February 15, 2024 – While limited in scope and low in budget, this Israeli-Palestinian effectively illustrates the heartless, deliberate, systematic effort to remove Palestinians from their land on the West Bank adjacent to Israel.
The Israeli army moves in to the Masafer Yatta region of the West Bank, tearing down houses, businesses and schools allegedly for a military training area. According to the film, the real reason for all this destruction is really to clear the land for Jewish settlers.
The history of Palestine and the West Bank is unbelievably long and complex, and the current political situation in the area is complicated and controversial. This film doesn't try to explain all that. Instead, it just concentrates on a few Palestinians, and one Israeli journalist working in one small area to document their removal from their land in a limited time frame.

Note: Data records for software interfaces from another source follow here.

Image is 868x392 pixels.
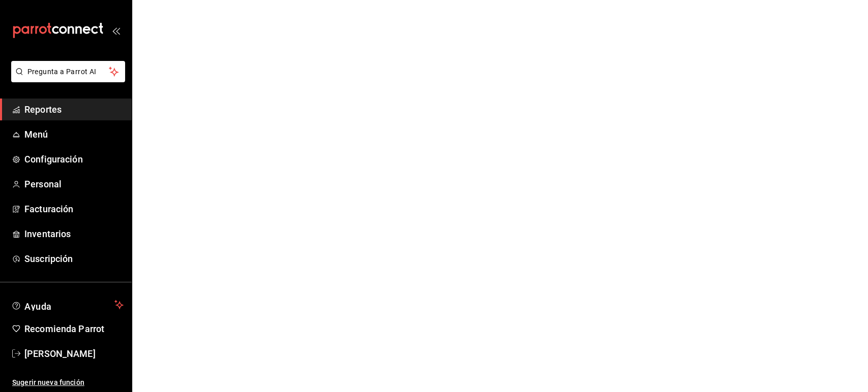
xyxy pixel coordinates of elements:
span: Configuración [25,153,123,166]
span: Reportes [25,102,123,116]
span: Ayuda [25,299,110,311]
a: Pregunta a Parrot AI [7,73,125,84]
button: open_drawer_menu [112,27,120,35]
span: [PERSON_NAME] [25,347,123,361]
span: Suscripción [25,252,123,266]
button: Pregunta a Parrot AI [11,61,125,82]
span: Pregunta a Parrot AI [28,66,109,77]
span: Sugerir nueva función [12,377,123,388]
span: Personal [25,178,123,192]
span: Facturación [25,202,123,216]
span: Menú [25,128,123,141]
span: Inventarios [25,227,123,241]
span: Recomienda Parrot [25,323,123,335]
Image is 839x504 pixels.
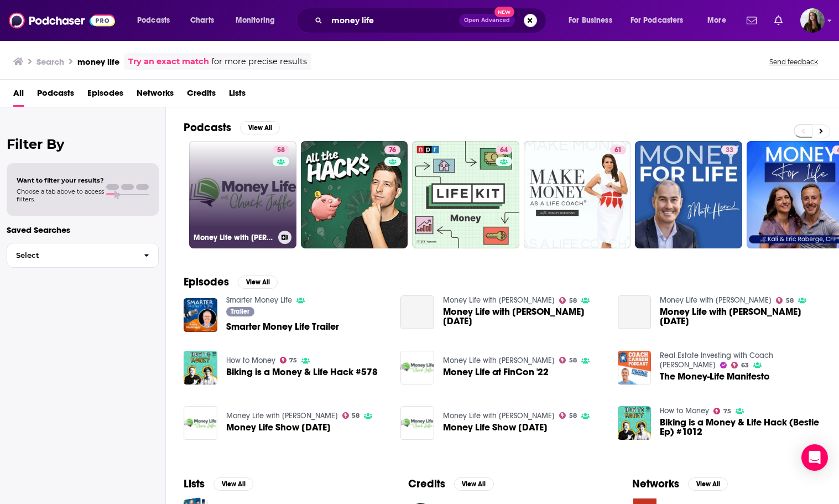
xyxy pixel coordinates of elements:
[412,141,519,248] a: 64
[559,356,577,364] a: 58
[459,14,515,27] button: Open AdvancedNew
[301,141,408,248] a: 76
[632,476,727,490] a: NetworksView All
[184,274,229,289] h2: Episodes
[9,10,115,31] img: Podchaser - Follow, Share and Rate Podcasts
[699,12,740,30] button: open menu
[228,12,289,30] button: open menu
[184,121,231,134] h2: Podcasts
[87,84,123,107] a: Episodes
[184,476,253,490] a: ListsView All
[559,297,577,303] a: 58
[6,224,158,235] p: Saved Searches
[454,477,494,490] button: View All
[568,13,612,28] span: For Business
[464,18,510,23] span: Open Advanced
[184,121,280,134] a: PodcastsView All
[660,418,821,436] span: Biking is a Money & Life Hack (Bestie Ep) #1012
[187,84,216,107] span: Credits
[212,55,307,68] span: for more precise results
[610,146,626,154] a: 61
[660,307,821,326] span: Money Life with [PERSON_NAME] [DATE]
[660,307,821,326] a: Money Life with Chuck Jaffe 07-27-17
[16,176,104,184] span: Want to filter your results?
[723,409,731,413] span: 75
[184,274,277,289] a: EpisodesView All
[660,350,773,369] a: Real Estate Investing with Coach Carson
[342,412,360,418] a: 58
[226,356,275,364] a: How to Money
[443,367,548,376] a: Money Life at FinCon '22
[800,8,825,32] span: Logged in as bnmartinn
[6,243,158,267] button: Select
[226,367,378,376] a: Biking is a Money & Life Hack #578
[229,84,246,107] a: Lists
[273,146,289,154] a: 58
[77,57,120,67] h3: money life
[401,406,434,439] a: Money Life Show 01-17-19
[184,298,217,332] img: Smarter Money Life Trailer
[443,356,555,364] a: Money Life with Chuck Jaffe
[524,141,631,248] a: 61
[561,12,626,30] button: open menu
[660,372,770,381] a: The Money-Life Manifesto
[742,11,761,30] a: Show notifications dropdown
[500,145,508,156] span: 64
[770,11,787,30] a: Show notifications dropdown
[766,57,821,67] button: Send feedback
[443,422,547,432] a: Money Life Show 01-17-19
[800,8,825,32] button: Show profile menu
[189,141,296,248] a: 58Money Life with [PERSON_NAME]
[443,295,555,304] a: Money Life with Chuck Jaffe
[183,12,221,30] a: Charts
[726,145,733,156] span: 33
[240,122,280,134] button: View All
[307,8,557,33] div: Search podcasts, credits, & more...
[569,357,577,363] span: 58
[623,12,699,30] button: open menu
[277,145,284,156] span: 58
[618,350,652,384] img: The Money-Life Manifesto
[129,55,209,68] a: Try an exact match
[443,307,604,326] span: Money Life with [PERSON_NAME] [DATE]
[238,275,277,289] button: View All
[401,295,434,328] a: Money Life with Chuck Jaffe 06-12-17
[16,187,104,202] span: Choose a tab above to access filters.
[401,350,434,384] img: Money Life at FinCon '22
[801,444,828,471] div: Open Intercom Messenger
[230,308,249,315] span: Trailer
[635,141,742,248] a: 33
[280,356,297,364] a: 75
[226,321,339,331] a: Smarter Money Life Trailer
[632,476,679,490] h2: Networks
[688,477,727,490] button: View All
[559,412,577,418] a: 58
[213,477,253,490] button: View All
[443,410,555,420] a: Money Life with Chuck Jaffe
[37,84,74,107] a: Podcasts
[569,413,577,418] span: 58
[389,145,396,156] span: 76
[226,410,338,420] a: Money Life with Chuck Jaffe
[137,13,170,28] span: Podcasts
[708,13,726,28] span: More
[618,406,652,439] img: Biking is a Money & Life Hack (Bestie Ep) #1012
[741,363,749,367] span: 63
[660,406,708,415] a: How to Money
[384,146,401,154] a: 76
[6,136,158,152] h2: Filter By
[443,307,604,326] a: Money Life with Chuck Jaffe 06-12-17
[184,406,217,439] img: Money Life Show 01-17-19
[786,298,793,303] span: 58
[184,350,217,384] img: Biking is a Money & Life Hack #578
[569,298,577,303] span: 58
[37,57,64,67] h3: Search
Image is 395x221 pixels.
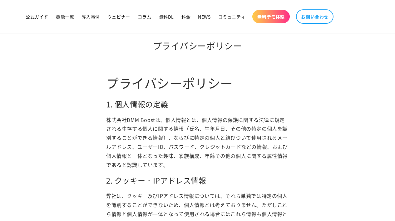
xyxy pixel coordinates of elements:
[107,14,130,19] span: ウェビナー
[106,99,289,109] h2: 1. 個人情報の定義
[252,10,290,23] a: 無料デモ体験
[134,10,155,23] a: コラム
[106,40,289,51] h1: プライバシーポリシー
[198,14,211,19] span: NEWS
[106,175,289,185] h2: 2. クッキー・IPアドレス情報
[159,14,174,19] span: 資料DL
[257,14,285,19] span: 無料デモ体験
[82,14,100,19] span: 導入事例
[178,10,194,23] a: 料金
[215,10,250,23] a: コミュニティ
[155,10,178,23] a: 資料DL
[106,75,289,91] h1: プライバシーポリシー
[296,9,334,24] a: お問い合わせ
[181,14,191,19] span: 料金
[138,14,151,19] span: コラム
[78,10,103,23] a: 導入事例
[52,10,78,23] a: 機能一覧
[106,115,289,169] p: 株式会社DMM Boostは、個人情報とは、個人情報の保護に関する法律に規定される生存する個人に関する情報（氏名、生年月日、その他の特定の個人を識別することができる情報）、ならびに特定の個人と結...
[218,14,246,19] span: コミュニティ
[104,10,134,23] a: ウェビナー
[26,14,48,19] span: 公式ガイド
[301,14,329,19] span: お問い合わせ
[22,10,52,23] a: 公式ガイド
[194,10,214,23] a: NEWS
[56,14,74,19] span: 機能一覧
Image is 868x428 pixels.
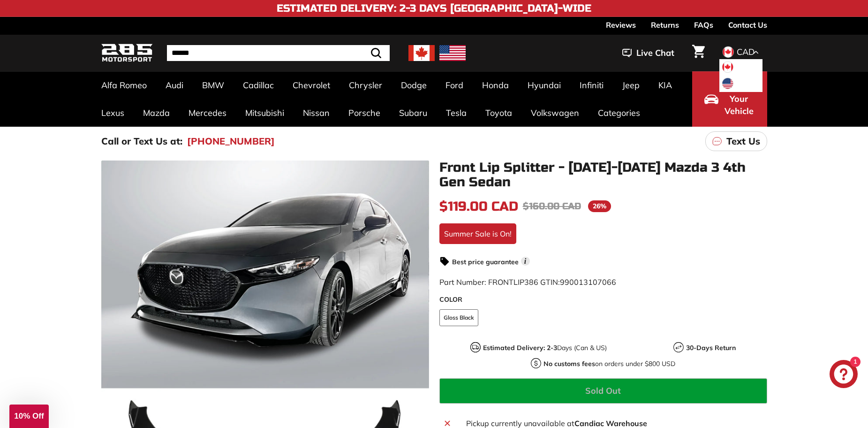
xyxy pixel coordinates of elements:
a: Audi [156,71,193,99]
a: Chevrolet [283,71,339,99]
a: Contact Us [728,17,767,33]
a: Hyundai [518,71,570,99]
span: CAD [737,46,755,57]
a: Infiniti [570,71,613,99]
a: Cart [686,37,710,69]
a: Dodge [392,71,436,99]
a: FAQs [694,17,713,33]
a: Lexus [92,99,134,127]
label: COLOR [440,295,767,304]
a: Chrysler [339,71,392,99]
button: Live Chat [610,41,686,65]
strong: Estimated Delivery: 2-3 [483,343,557,352]
p: Call or Text Us at: [102,134,183,148]
strong: 30-Days Return [686,343,735,352]
span: $119.00 CAD [440,198,518,214]
inbox-online-store-chat: Shopify online store chat [827,359,861,390]
input: Search [167,45,389,61]
a: Returns [651,17,679,33]
p: Days (Can & US) [483,343,607,353]
div: 10% Off [10,404,49,428]
a: Mercedes [179,99,236,127]
span: 10% Off [14,412,43,421]
a: Volkswagen [521,99,588,127]
span: Part Number: FRONTLIP386 GTIN: [440,277,616,287]
span: Live Chat [636,47,674,59]
a: Honda [473,71,518,99]
a: Mazda [134,99,179,127]
strong: Best price guarantee [452,258,518,266]
span: i [521,256,530,265]
a: Toyota [476,99,521,127]
span: Select Your Vehicle [723,81,755,117]
button: Select Your Vehicle [692,71,767,127]
strong: No customs fees [543,359,595,368]
h4: Estimated Delivery: 2-3 Days [GEOGRAPHIC_DATA]-Wide [277,3,591,14]
p: Text Us [727,134,760,148]
a: Text Us [705,131,767,151]
a: BMW [193,71,233,99]
img: Logo_285_Motorsport_areodynamics_components [102,42,153,64]
a: Subaru [389,99,437,127]
div: Summer Sale is On! [440,223,516,244]
span: Sold Out [585,385,621,396]
span: $160.00 CAD [523,200,581,212]
p: on orders under $800 USD [543,359,675,369]
span: CAD [736,61,755,72]
strong: Candiac Warehouse [574,418,647,428]
span: USD [736,78,753,88]
button: Sold Out [440,378,767,404]
span: 26% [588,200,611,212]
a: Porsche [339,99,389,127]
a: Cadillac [233,71,283,99]
a: Mitsubishi [236,99,294,127]
a: Ford [436,71,473,99]
a: KIA [649,71,681,99]
a: Jeep [613,71,649,99]
a: Alfa Romeo [92,71,156,99]
span: 990013107066 [560,277,616,287]
a: Nissan [294,99,339,127]
a: Tesla [437,99,476,127]
h1: Front Lip Splitter - [DATE]-[DATE] Mazda 3 4th Gen Sedan [440,161,767,189]
a: [PHONE_NUMBER] [187,134,275,148]
a: Reviews [606,17,636,33]
a: Categories [588,99,649,127]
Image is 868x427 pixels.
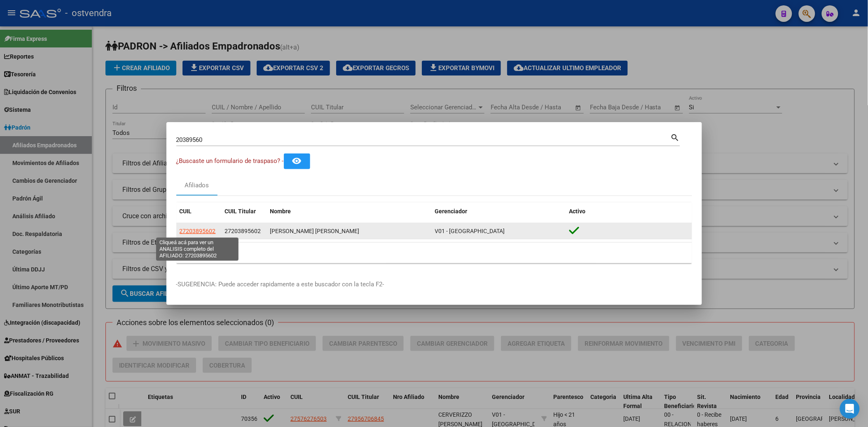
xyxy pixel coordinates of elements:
p: -SUGERENCIA: Puede acceder rapidamente a este buscador con la tecla F2- [176,280,692,289]
span: CUIL [180,208,192,214]
mat-icon: remove_red_eye [292,156,302,166]
span: V01 - [GEOGRAPHIC_DATA] [435,228,505,234]
datatable-header-cell: CUIL [176,202,222,220]
span: Gerenciador [435,208,468,214]
datatable-header-cell: Gerenciador [432,202,566,220]
div: [PERSON_NAME] [PERSON_NAME] [270,226,428,236]
datatable-header-cell: Nombre [267,202,432,220]
span: 27203895602 [180,228,216,234]
div: 1 total [176,242,692,263]
div: Afiliados [185,180,209,190]
span: 27203895602 [225,228,261,234]
span: CUIL Titular [225,208,256,214]
datatable-header-cell: Activo [566,202,692,220]
span: ¿Buscaste un formulario de traspaso? - [176,157,284,165]
datatable-header-cell: CUIL Titular [222,202,267,220]
div: Open Intercom Messenger [840,399,860,418]
mat-icon: search [671,132,680,142]
span: Nombre [270,208,292,214]
span: Activo [570,208,586,214]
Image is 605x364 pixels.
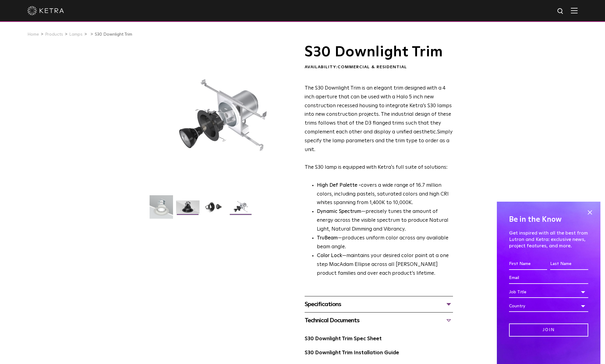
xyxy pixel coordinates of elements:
[509,301,588,312] div: Country
[149,195,173,224] img: S30-DownlightTrim-2021-Web-Square
[305,316,453,325] div: Technical Documents
[509,286,588,298] div: Job Title
[95,32,132,36] a: S30 Downlight Trim
[509,273,588,284] input: Email
[509,323,588,337] input: Join
[571,8,578,13] img: Hamburger%20Nav.svg
[551,258,588,270] input: Last Name
[305,84,453,172] p: The S30 lamp is equipped with Ketra's full suite of solutions:
[509,230,588,249] p: Get inspired with all the best from Lutron and Ketra: exclusive news, project features, and more.
[317,252,453,278] li: —maintains your desired color point at a one step MacAdam Ellipse across all [PERSON_NAME] produc...
[305,337,382,341] a: S30 Downlight Trim Spec Sheet
[509,214,588,225] h4: Be in the Know
[317,235,338,241] strong: TruBeam
[45,32,63,36] a: Products
[305,65,453,71] div: Availability:
[203,200,226,218] img: S30 Halo Downlight_Table Top_Black
[317,207,453,234] li: —precisely tunes the amount of energy across the visible spectrum to produce Natural Light, Natur...
[69,32,82,36] a: Lamps
[229,200,253,218] img: S30 Halo Downlight_Exploded_Black
[305,350,399,356] a: S30 Downlight Trim Installation Guide
[28,32,39,36] a: Home
[28,6,64,15] img: ketra-logo-2019-white
[176,200,200,218] img: S30 Halo Downlight_Hero_Black_Gradient
[305,130,453,152] span: Simply specify the lamp parameters and the trim type to order as a unit.​
[305,299,453,309] div: Specifications
[305,85,452,134] span: The S30 Downlight Trim is an elegant trim designed with a 4 inch aperture that can be used with a...
[317,253,342,258] strong: Color Lock
[338,65,407,69] span: Commercial & Residential
[305,44,453,60] h1: S30 Downlight Trim
[317,183,361,188] strong: High Def Palette -
[317,234,453,252] li: —produces uniform color across any available beam angle.
[557,8,564,15] img: search icon
[509,258,547,270] input: First Name
[317,209,362,214] strong: Dynamic Spectrum
[317,181,453,208] p: covers a wide range of 16.7 million colors, including pastels, saturated colors and high CRI whit...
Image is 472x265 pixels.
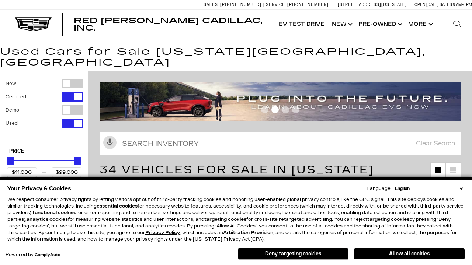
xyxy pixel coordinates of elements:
button: More [404,10,435,39]
strong: functional cookies [32,210,76,216]
div: Price [7,155,81,177]
span: Service: [266,2,286,7]
input: Minimum [7,168,37,177]
strong: analytics cookies [27,217,68,222]
span: 34 Vehicles for Sale in [US_STATE][GEOGRAPHIC_DATA], [GEOGRAPHIC_DATA] [99,163,406,191]
span: Sales: [439,2,452,7]
a: Red [PERSON_NAME] Cadillac, Inc. [74,17,267,32]
h5: Price [9,148,79,155]
span: Your Privacy & Cookies [7,183,71,194]
div: Powered by [6,253,60,258]
span: Open [DATE] [414,2,438,7]
span: 9 AM-6 PM [452,2,472,7]
span: Go to slide 3 [281,106,289,113]
label: Used [6,120,18,127]
strong: targeting cookies [204,217,246,222]
button: Allow all cookies [354,249,464,260]
div: Minimum Price [7,157,14,165]
svg: Click to toggle on voice search [103,136,116,149]
div: Maximum Price [74,157,81,165]
a: Privacy Policy [145,230,180,235]
label: Certified [6,93,26,101]
span: Go to slide 2 [271,106,279,113]
span: Red [PERSON_NAME] Cadillac, Inc. [74,16,262,32]
span: Sales: [203,2,219,7]
input: Search Inventory [99,132,461,155]
div: Language: [366,186,391,191]
a: [STREET_ADDRESS][US_STATE] [337,2,407,7]
a: EV Test Drive [275,10,328,39]
a: Pre-Owned [354,10,404,39]
select: Language Select [393,185,464,192]
span: [PHONE_NUMBER] [287,2,328,7]
a: New [328,10,354,39]
input: Maximum [52,168,81,177]
img: Cadillac Dark Logo with Cadillac White Text [15,17,52,31]
strong: Arbitration Provision [223,230,273,235]
img: ev-blog-post-banners4 [99,83,461,121]
strong: essential cookies [97,204,137,209]
span: Go to slide 4 [292,106,299,113]
a: Sales: [PHONE_NUMBER] [203,3,263,7]
label: New [6,80,16,87]
label: Demo [6,106,19,114]
span: Go to slide 1 [261,106,268,113]
a: ComplyAuto [35,253,60,258]
p: We respect consumer privacy rights by letting visitors opt out of third-party tracking cookies an... [7,196,464,243]
span: [PHONE_NUMBER] [220,2,261,7]
button: Deny targeting cookies [238,248,348,260]
a: Service: [PHONE_NUMBER] [263,3,330,7]
strong: targeting cookies [367,217,409,222]
div: Filter by Vehicle Type [6,79,83,141]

This documentary was filmed by Palestinian and Israeli activists from 2019 into 2023, and things got worse after that because of the Hamas attack on Israel and the war in Gaza, which led to more land takeovers and more military aggression against the Palestinians in the West Bank.
Palestinian Basel Adra and Israeli reporter, Yuval Abraham are key figures in the film. One or both of them appear in most of the scenes of the film. They spend a lot of time interacting with each other and with the Israeli army. They spend some time discussing the future of the West Bank.
While most of the Palestinians in the film appreciate Yuval's efforts to publicize their plight, some include Yuval in their anger against all Israelis, for destroying their homes and taking their land. Even so, Palestinian resistance in Masafer Yatta remains surprisingly non-violent.
During the day, military forces destroy the homes and schools of the Palestinians, not all at once, but gradually, inexorably. At night, the Palestinians rebuild. In one scene, the military forces take away construction tools from the Palestinians, one man, Harun, who won't let go of his construction tools, is shot and killed by soldiers.
Harun didn't die right away. He lived on in agony and squalor in a cave for months. In one scene, Harun's mother said, “I tell him if I could give you anything, give my life so you will live, I would, but I can't ... I can't help him ... I hope god takes him, and relieves him from this life.”
Throughout the film, the destruction of the small Palestinian settlement continues at intervals. A water well is filled in with concrete. Crop irrigation systems are destroyed. Houses, barns, schools, are destroyed. Anyone who leaves, looses their land to the Israeli settlers.
A reporter asks a woman where she will go now that her house is destroyed. She replies, “We have no other land. It's our land, that's why we suffer for it.” This movie is all about this kind of slow, relentless, destruction, with the occasional protest march, clash and shooting, one of which is actually caught on camera (not Harun, but another Palestinian, shot by an Israeli settler).
The mainstream media covers the West Bank situation sporadically and inadequately. This movie presents just one side the the dispute and doesn't even begin to cover all the history, legalities and controversies involved. It just shows us the suffering of some people in a small, disputed area of land, and it does that well. This movie rates a B.